• Problem statement
Your job with the data below: print everything from the line that holds "Locate an element" down to the line that holds "The width and", ends included, exactly, and nothing else.

• Source material
++++++++++
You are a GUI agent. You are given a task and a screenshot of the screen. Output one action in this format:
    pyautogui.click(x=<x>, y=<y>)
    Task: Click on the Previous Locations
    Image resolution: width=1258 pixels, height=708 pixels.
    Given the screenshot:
++++++++++
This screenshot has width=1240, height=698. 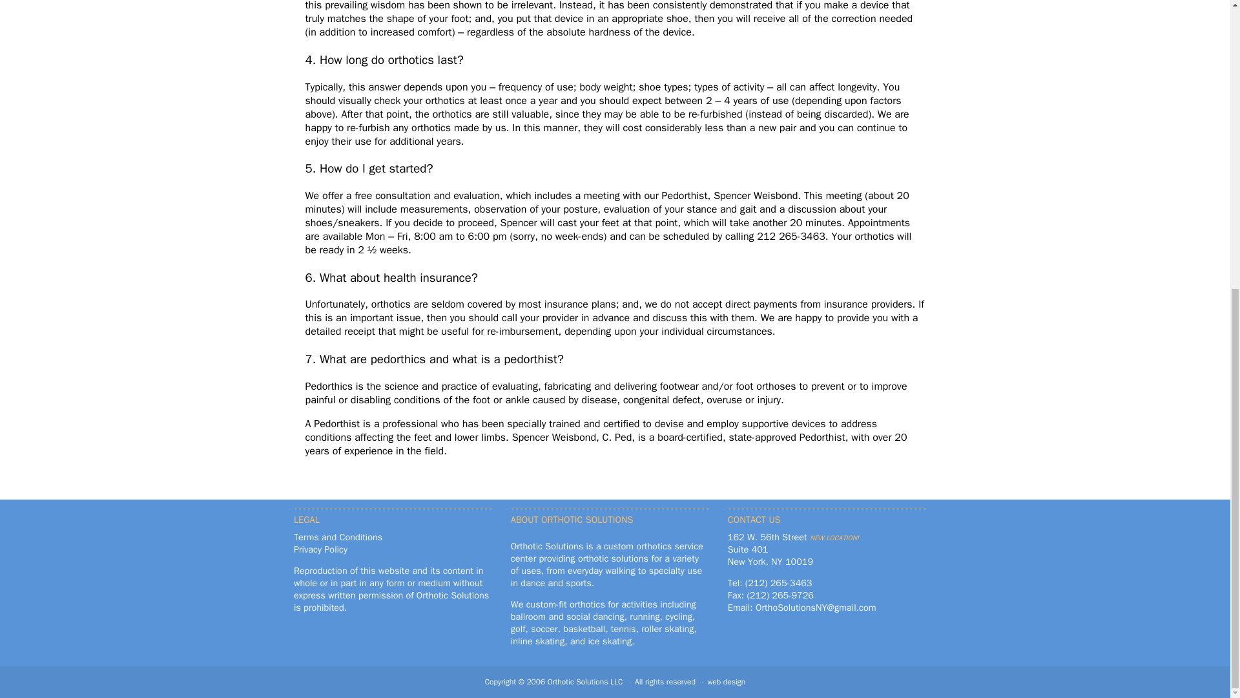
++++++++++
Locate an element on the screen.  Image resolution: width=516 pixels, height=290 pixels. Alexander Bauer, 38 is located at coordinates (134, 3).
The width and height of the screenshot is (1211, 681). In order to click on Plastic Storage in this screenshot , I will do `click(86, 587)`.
++++++++++
• Answer space
Locate an element on the screen.  Image resolution: width=516 pixels, height=290 pixels. Alexander Bauer, 38 is located at coordinates (134, 3).
The width and height of the screenshot is (1211, 681). In order to click on Plastic Storage in this screenshot , I will do `click(86, 587)`.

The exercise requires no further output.